ControllerKeys as an Alternative to Steam Input
Steam Input is genuinely good. Its Desktop Configuration mode binds the controller system-wide and works in any app — Safari, Xcode, video calls, media players, Cursor, Claude Code — as long as Steam is running in the background. The catch is exactly that: Steam has to be running. Quit Steam (or never install it) and the Steam Controller falls back to lizard mode and becomes a generic dumb keyboard/mouse again. Your Desktop Configuration also lives in Steam Cloud, tied to your account, in Valve's binary VDF format.
ControllerKeys takes a different stance. It's a standalone macOS app whose only job is mapping controllers, your profiles are plain JSON files you own, and the source is on GitHub so you can audit exactly what's reading your Accessibility-tier permissions. Below is the head-to-head most users care about:
| Capability | Steam Input (Desktop Config) | ControllerKeys |
|---|---|---|
| System-wide mapping | Yes, while Steam is running | Yes, no Steam required at runtime |
| Background process needed | Full Steam client + helpers | One small native app |
| Per-app profiles on macOS | Game-specific configs (Steam games) + one global Desktop config | Any macOS app via linked profiles + app bar switcher |
| Layers / modifier modes | Action sets, action layers | Layers + per-layer stick mode override + layer-aware preview |
| Macros and scripts | Static action sequences | JavaScript scripts, macros, webhooks, OBS, system commands |
| Profile format | Binary VDF in Steam Cloud, tied to your Steam account | Plain JSON files, sync via Dropbox / git / iCloud |
| Open source | Proprietary | Source available on GitHub (security transparency) |
| Mac-to-Mac handoff | No | Universal Control-style relay over LAN |
| Profile snapshots / undo | No | Auto-snapshot before every destructive action (20-deep history) |
| Realtime low-latency mode | Standard | Per-profile realtime mode bypasses chord-detection window |
The pitch in one sentence: ControllerKeys is a more flexible, more portable, open-source alternative to Steam Input for using the Steam Controller as a general-purpose macOS input device. You give up Steam's per-game configuration community; in return you get a smaller standalone app, profiles you own as JSON files you can git-track or sync however you want, and a productivity feature set (chords, sequences, layers, macros, JavaScript, webhooks, command wheel, snapshots, Mac-to-Mac handoff) built around system-wide use rather than retrofitted onto a game launcher.

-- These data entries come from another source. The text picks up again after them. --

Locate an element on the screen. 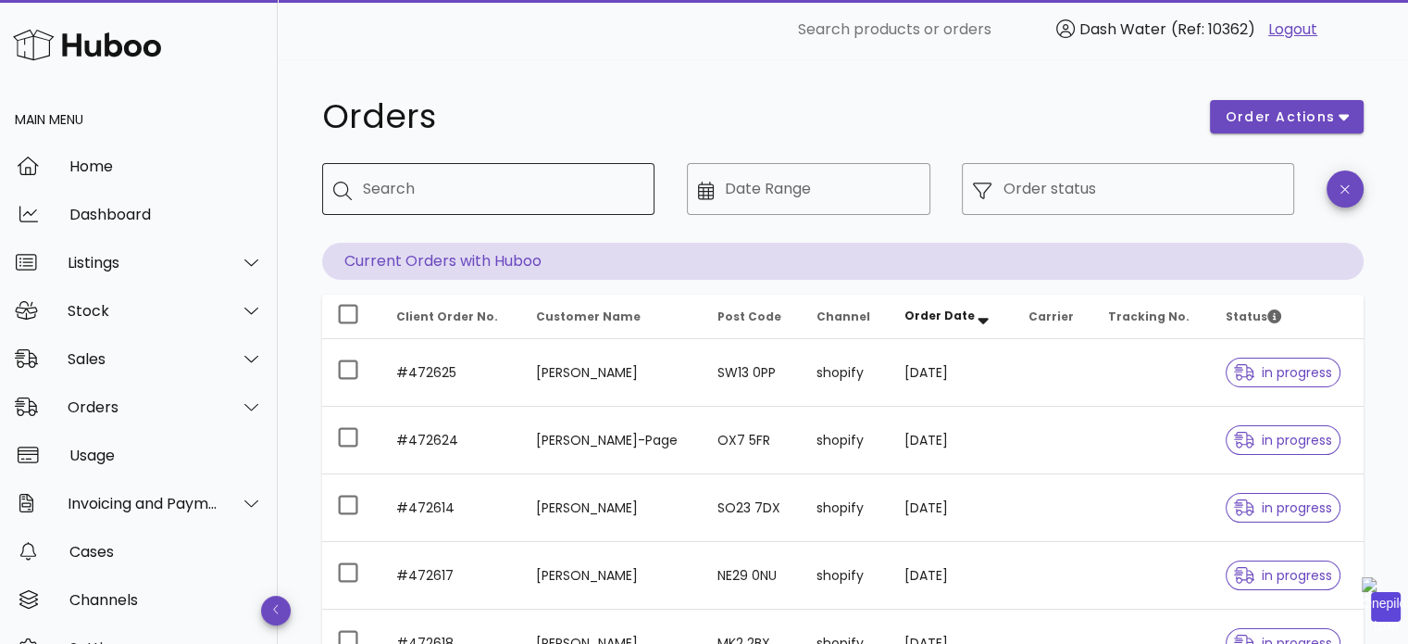 The width and height of the screenshot is (1408, 644). td: #472617 is located at coordinates (451, 575).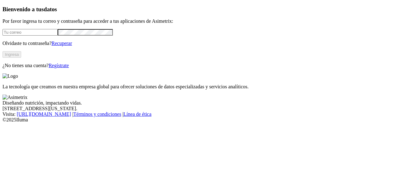  Describe the element at coordinates (62, 43) in the screenshot. I see `a: Recuperar` at that location.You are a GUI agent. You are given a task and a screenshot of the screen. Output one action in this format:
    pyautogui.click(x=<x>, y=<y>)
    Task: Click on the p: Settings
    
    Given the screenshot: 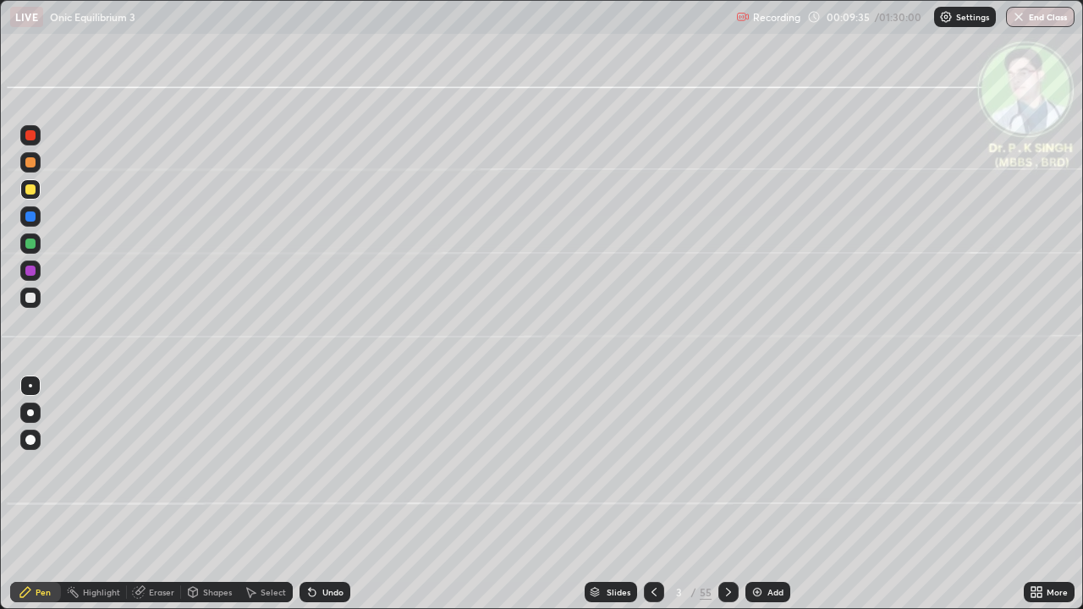 What is the action you would take?
    pyautogui.click(x=972, y=17)
    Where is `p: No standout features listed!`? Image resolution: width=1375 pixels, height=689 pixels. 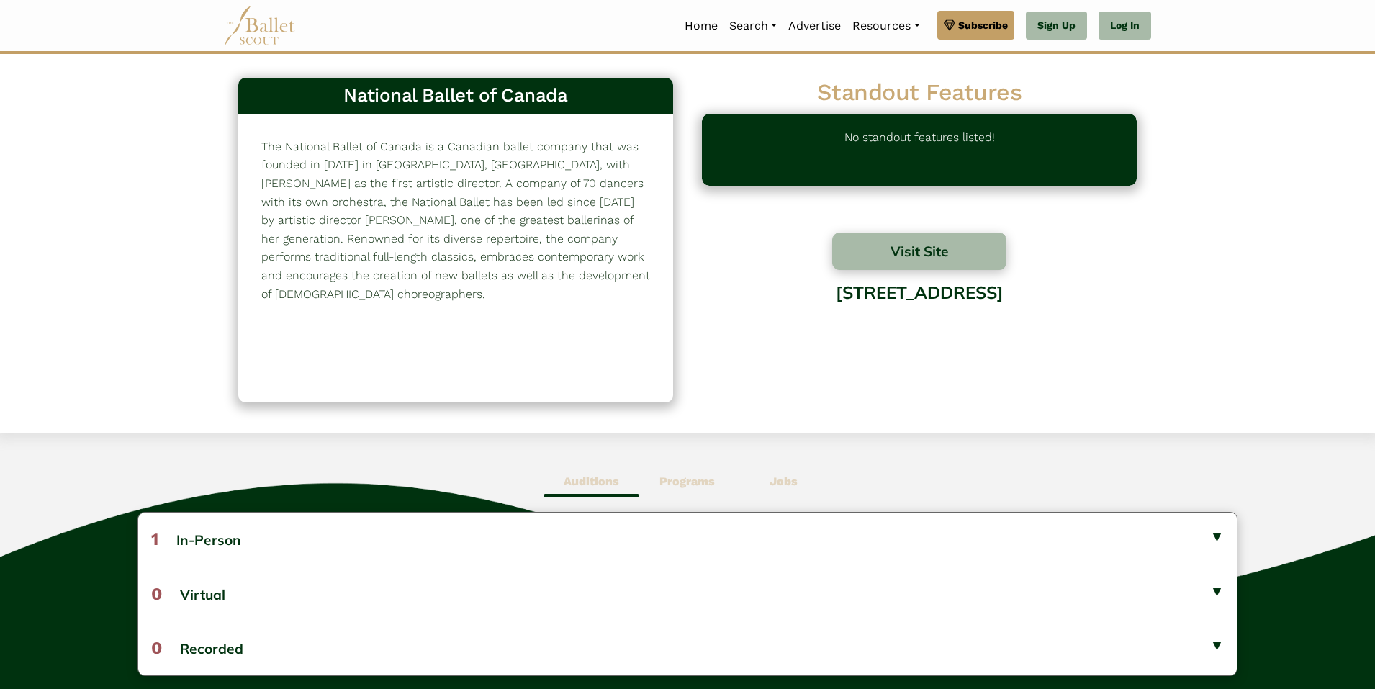 p: No standout features listed! is located at coordinates (919, 150).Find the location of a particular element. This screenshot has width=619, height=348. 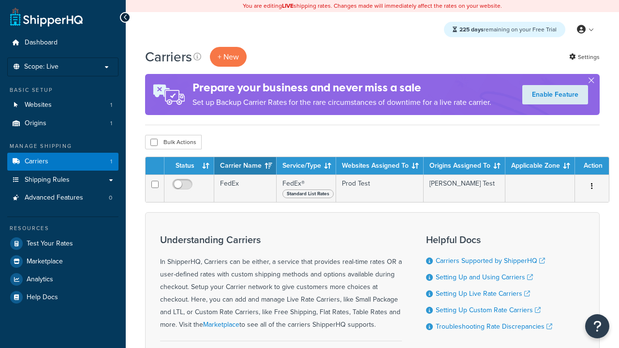

span: Marketplace is located at coordinates (44, 262).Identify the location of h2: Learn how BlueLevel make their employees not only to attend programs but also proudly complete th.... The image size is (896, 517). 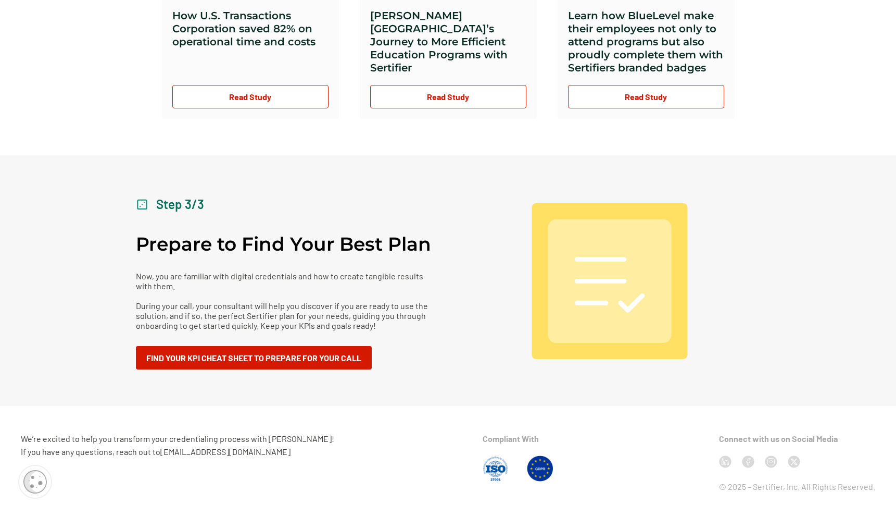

Two touchpads, a gyroscope, four grip buttons, analog triggers, and a wireless puck that doubles as a charger make the Steam Controller one of the most input-dense and ergonomically polished controllers ever shipped. If you already live inside Steam and your Desktop Configuration is dialed in, you don't need to switch. If you want a controller mapper that runs without Steam, treats your config as files you own, and gives you scripting and per-app profiles for the rest of your Mac, ControllerKeys is built for that.
Map Your Steam Controller in 60 Seconds
Plug it in, open ControllerKeys, and start binding. Both touchpads, gyro aiming, grip buttons, haptics — all routed through clean HID. No Steam required.